Recorded data section start

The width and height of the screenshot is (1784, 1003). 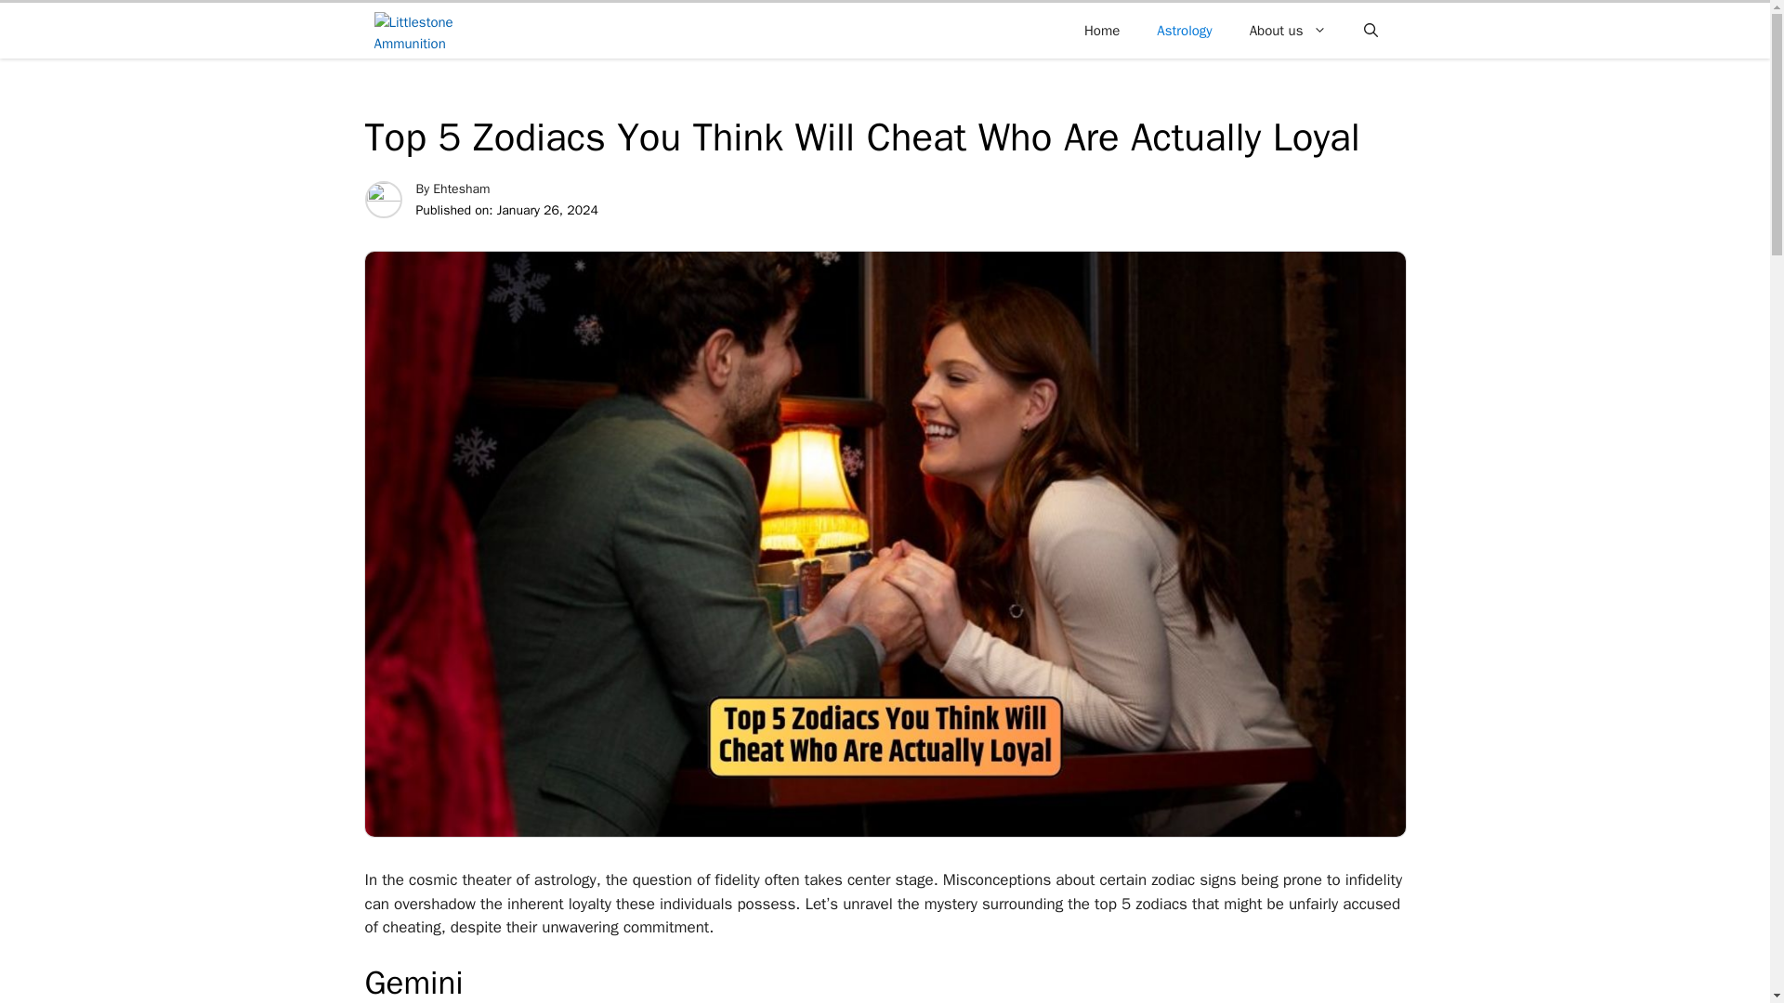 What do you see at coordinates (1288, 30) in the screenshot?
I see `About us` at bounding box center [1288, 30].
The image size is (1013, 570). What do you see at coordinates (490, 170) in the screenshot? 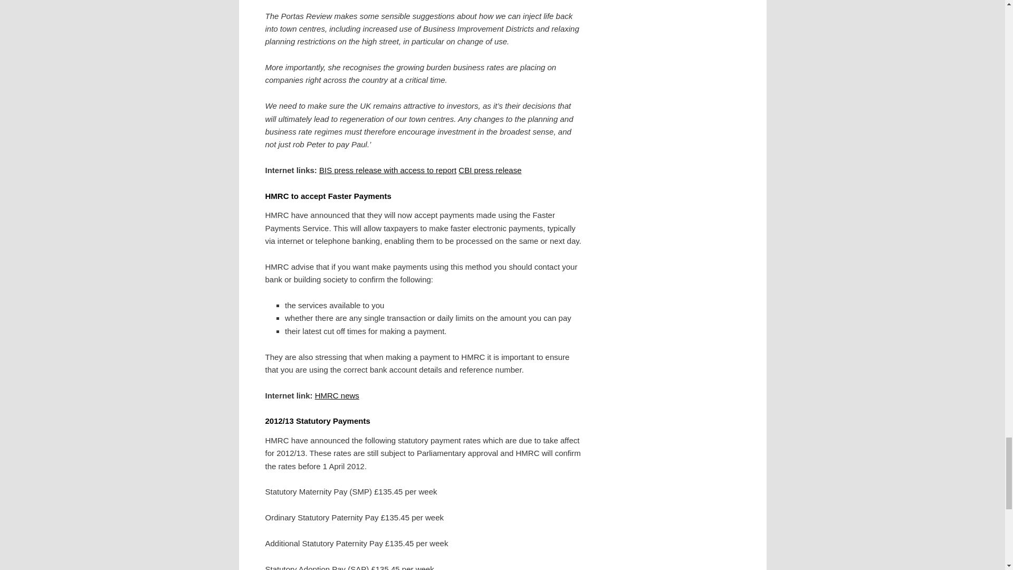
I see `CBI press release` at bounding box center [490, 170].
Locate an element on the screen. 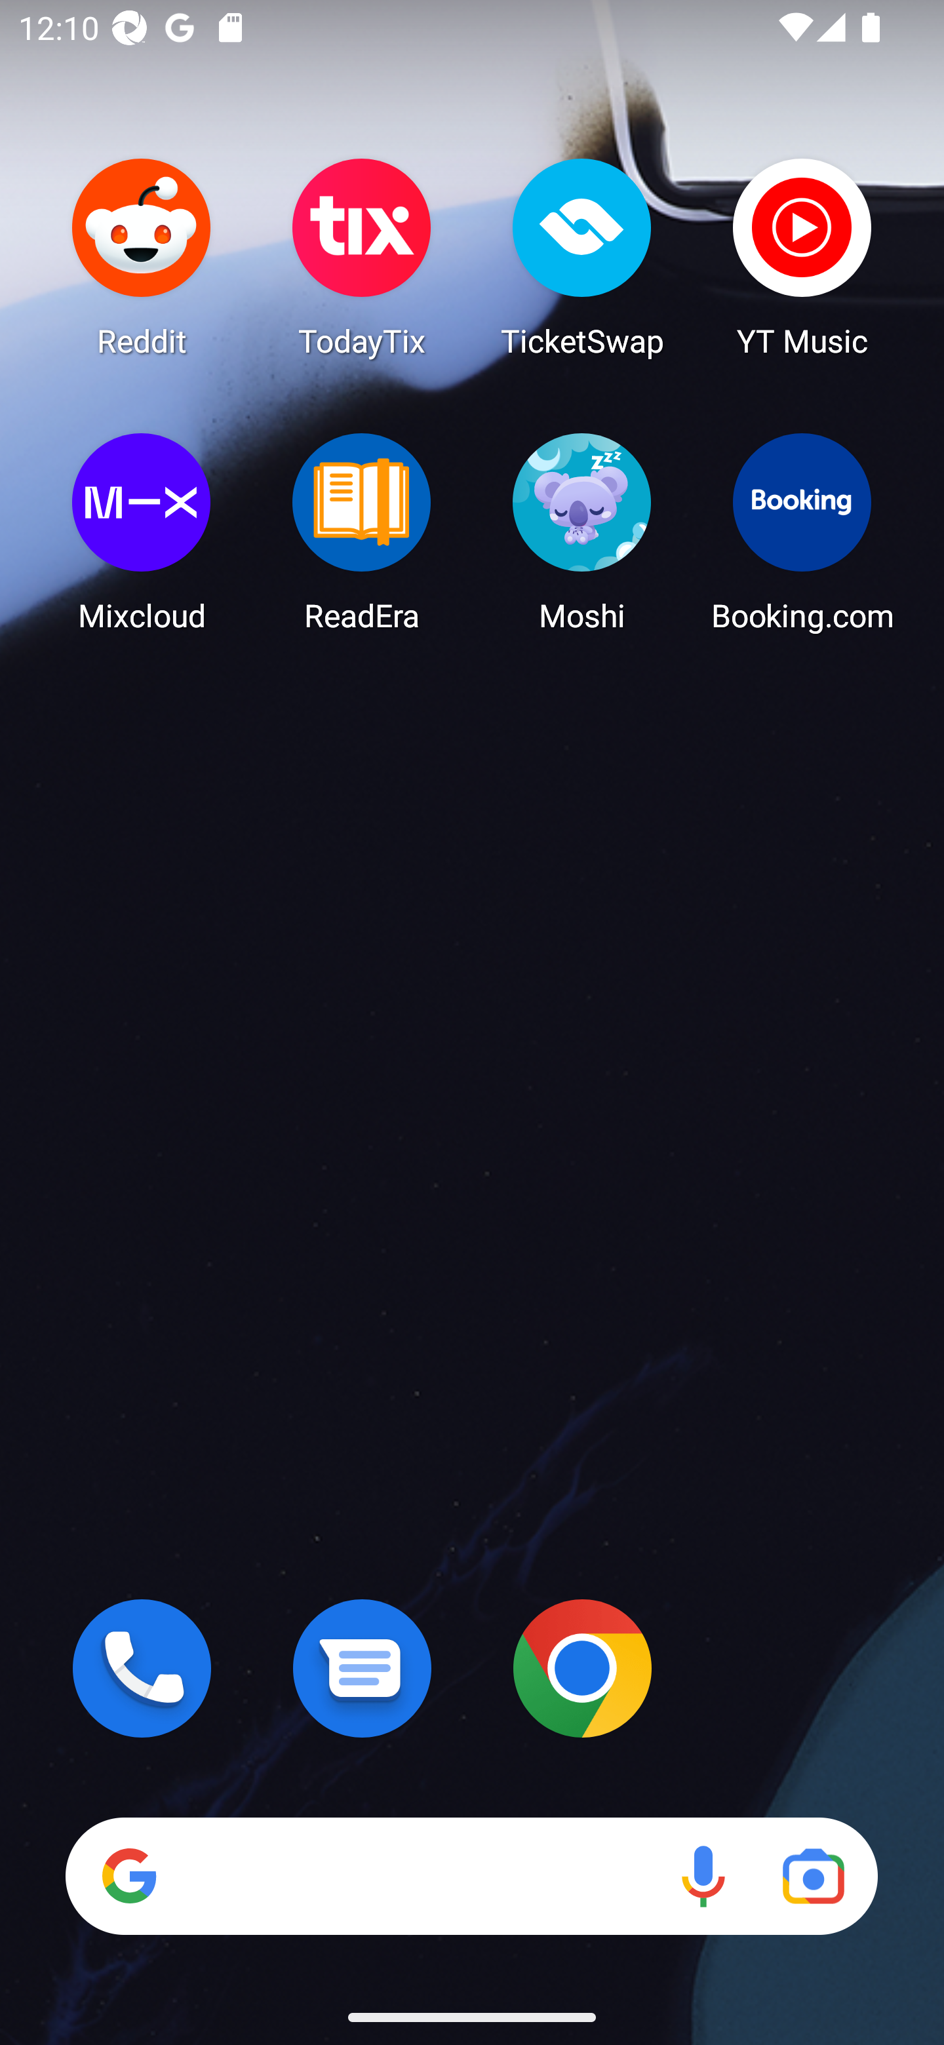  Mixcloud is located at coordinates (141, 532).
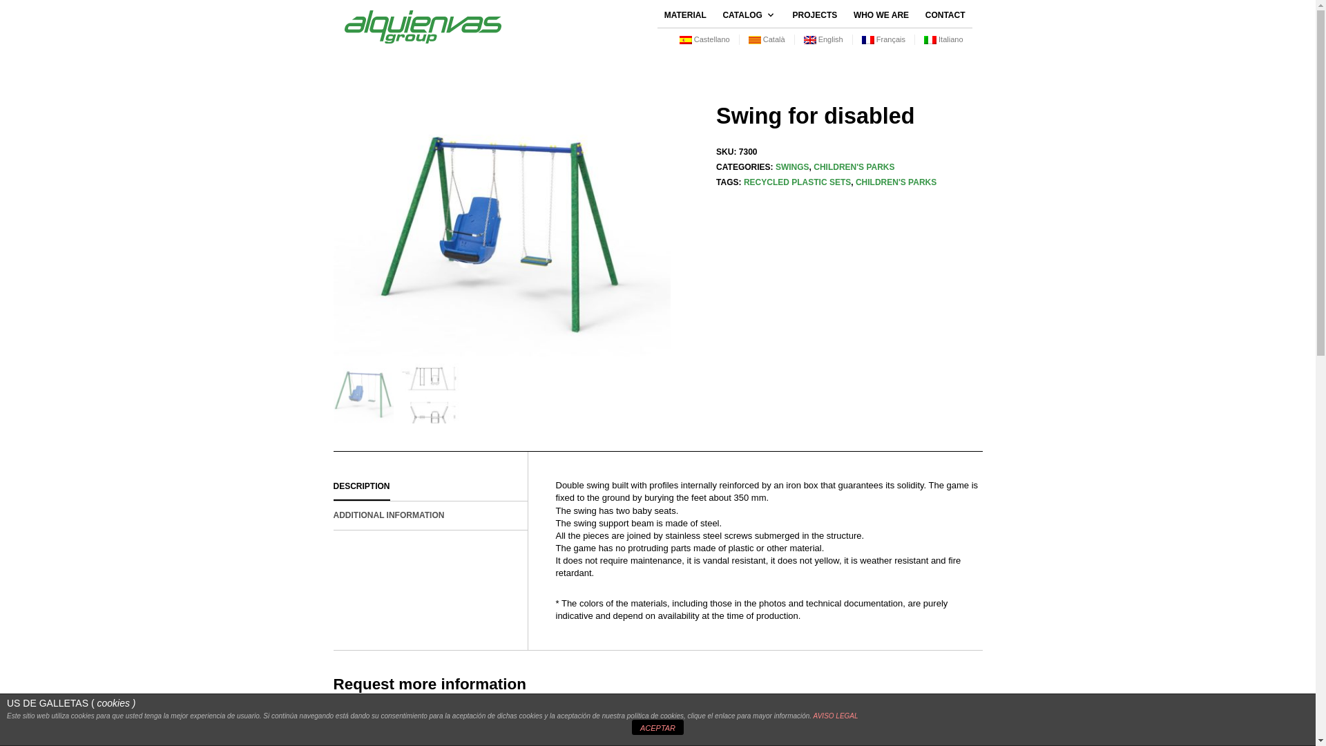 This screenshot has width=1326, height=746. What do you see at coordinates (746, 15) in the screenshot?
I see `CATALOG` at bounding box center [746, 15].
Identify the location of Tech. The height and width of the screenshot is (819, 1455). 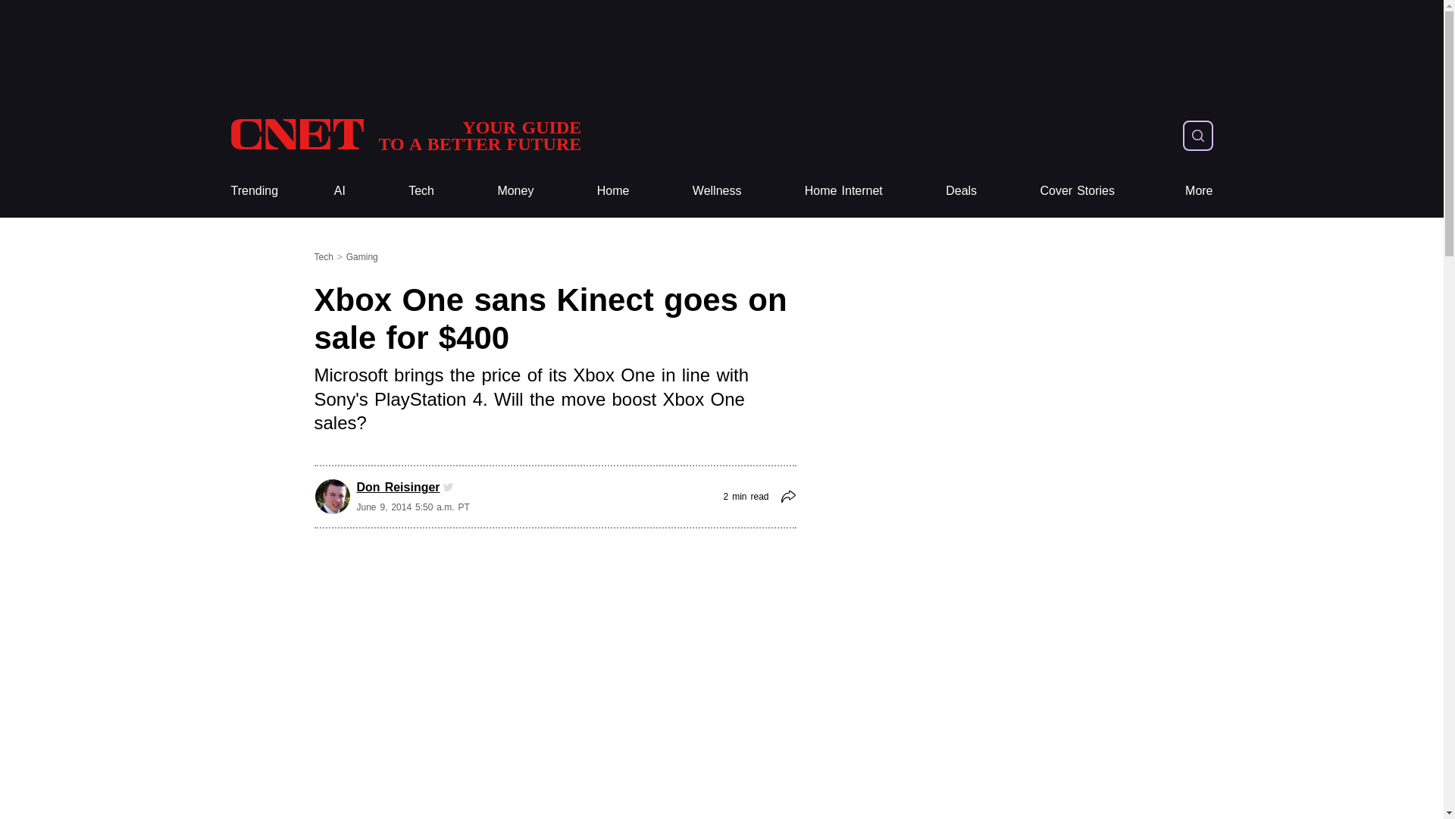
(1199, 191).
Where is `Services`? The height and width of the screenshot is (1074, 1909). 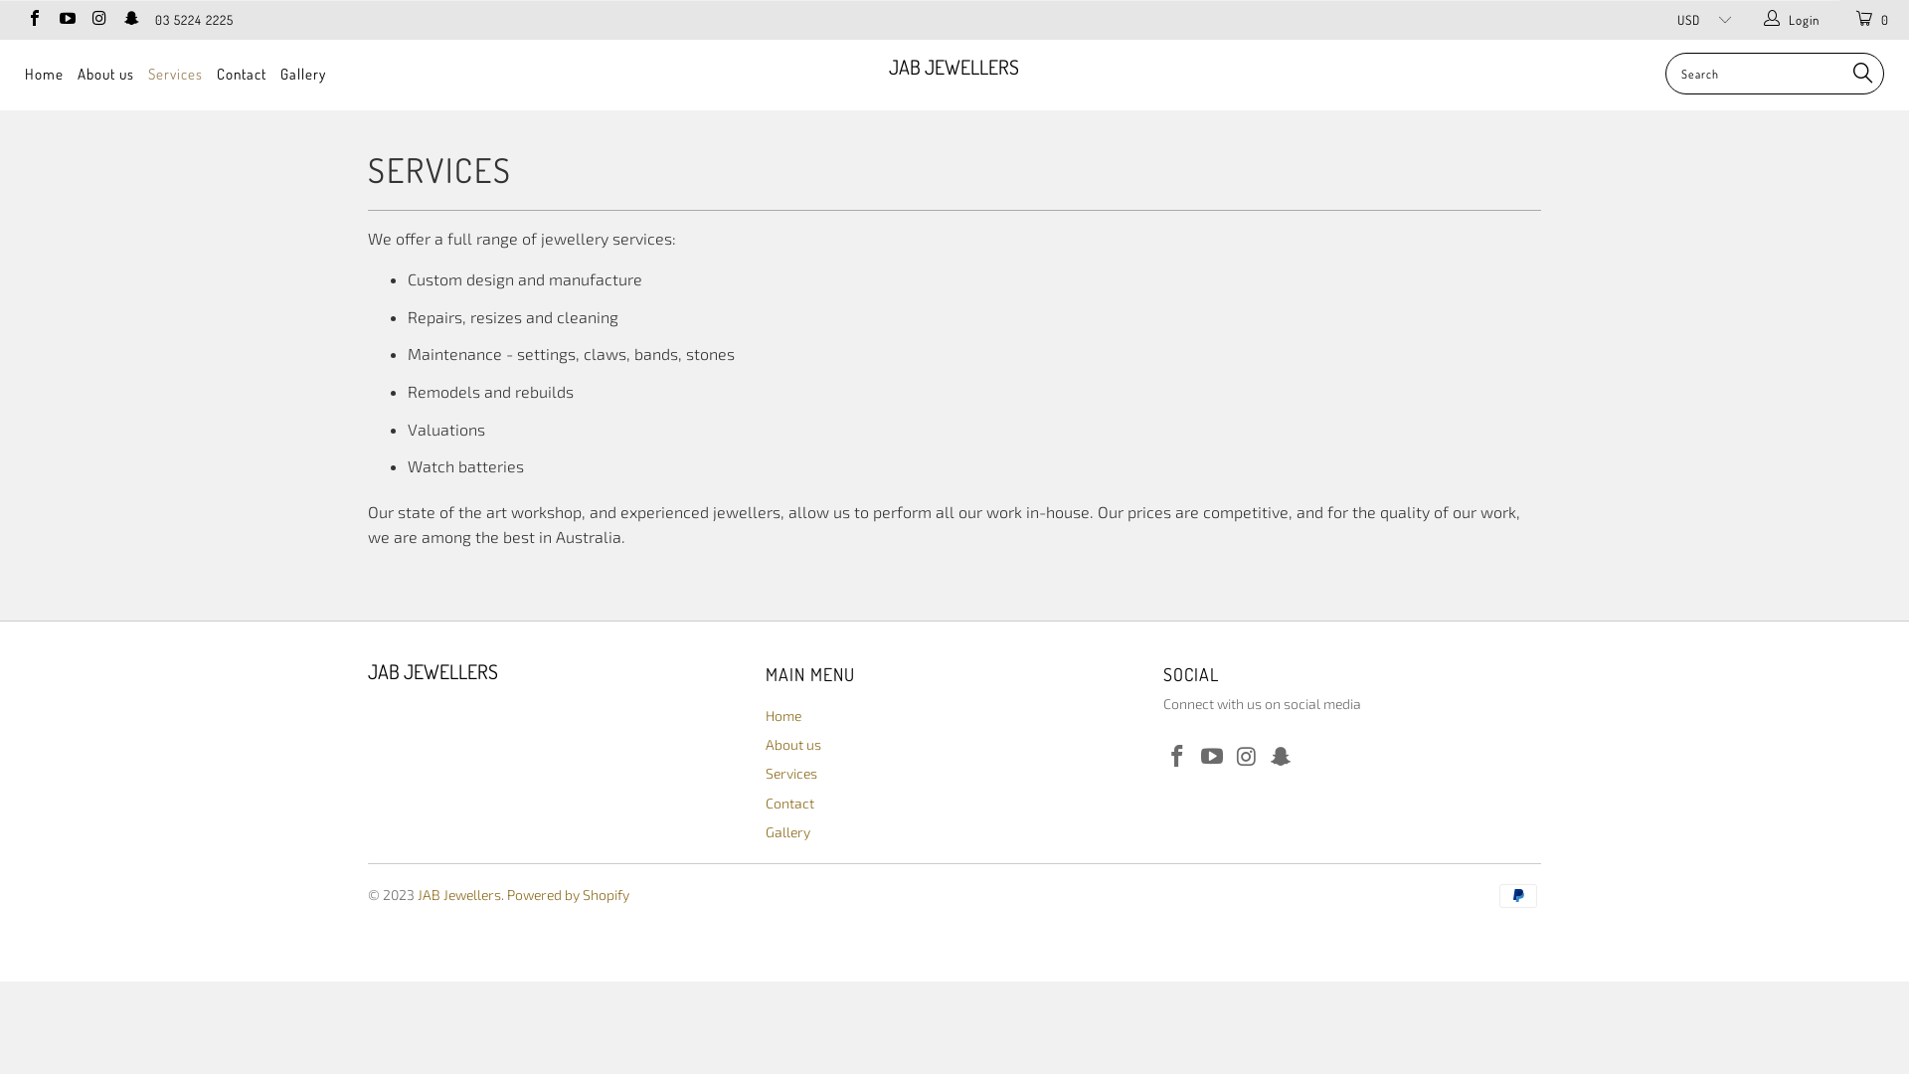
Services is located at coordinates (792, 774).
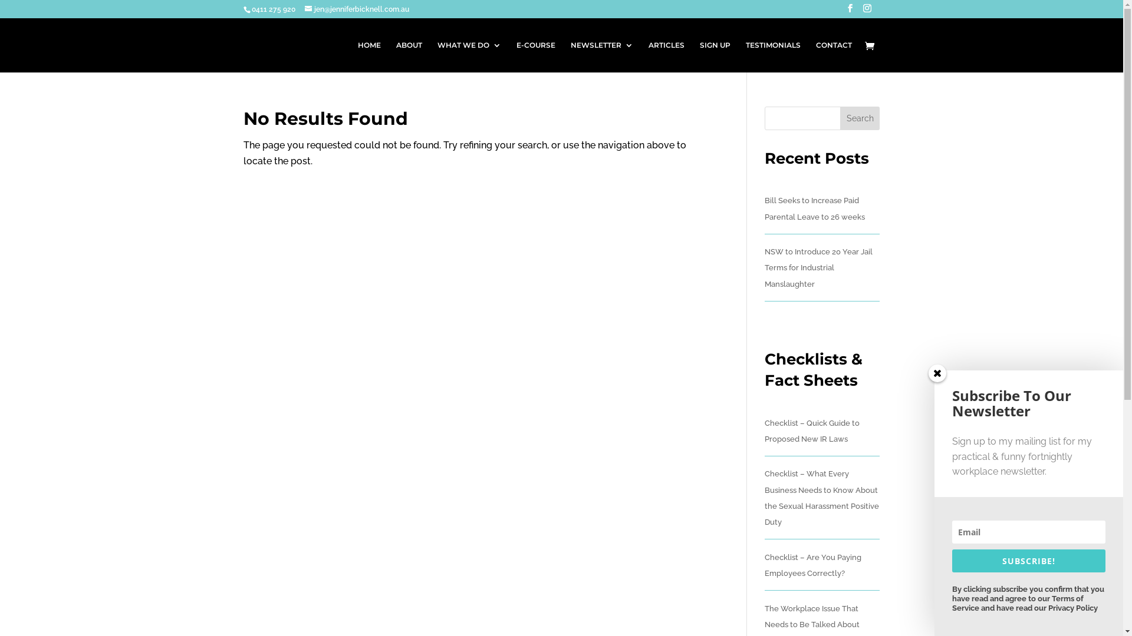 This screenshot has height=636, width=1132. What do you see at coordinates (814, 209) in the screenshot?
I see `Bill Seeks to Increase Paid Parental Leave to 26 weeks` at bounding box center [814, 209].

Recorded data section end

Your copy should begin at the line containing "Identify the location" and end at the last line of the data above, matching each line exactly and holding no pictures.

Identify the location of Tech. The height and width of the screenshot is (819, 1455). 
(1199, 191).
Where is `Services`? The height and width of the screenshot is (1074, 1909). 
Services is located at coordinates (792, 774).
 This screenshot has height=636, width=1132. What do you see at coordinates (814, 209) in the screenshot?
I see `Bill Seeks to Increase Paid Parental Leave to 26 weeks` at bounding box center [814, 209].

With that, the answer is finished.